• Task item: Beginning at the top of the material, repeat each line exactly, and stop once the line with "This screenshot has" has been written.

- - - -

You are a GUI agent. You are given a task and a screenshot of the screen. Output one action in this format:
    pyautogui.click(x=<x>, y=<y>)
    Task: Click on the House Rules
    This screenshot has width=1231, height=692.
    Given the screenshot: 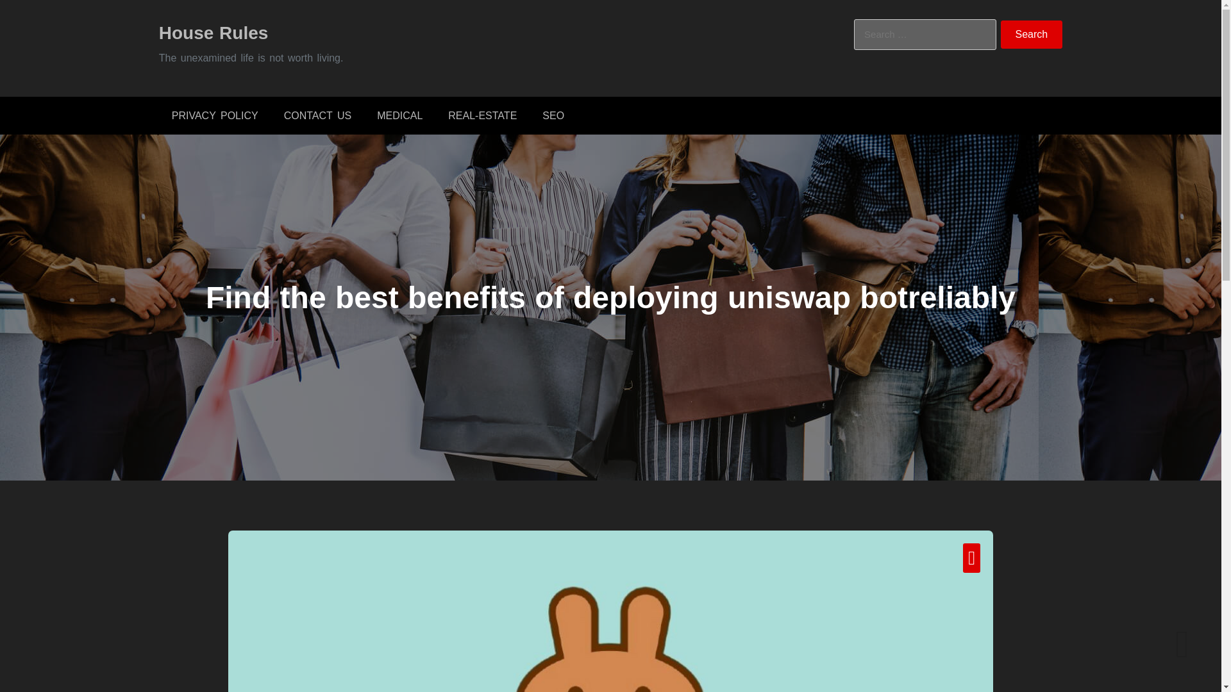 What is the action you would take?
    pyautogui.click(x=213, y=32)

- - - -

• Response area:
You are a GUI agent. You are given a task and a screenshot of the screen. Output one action in this format:
    pyautogui.click(x=<x>, y=<y>)
    Task: Click on the House Rules
    This screenshot has width=1231, height=692.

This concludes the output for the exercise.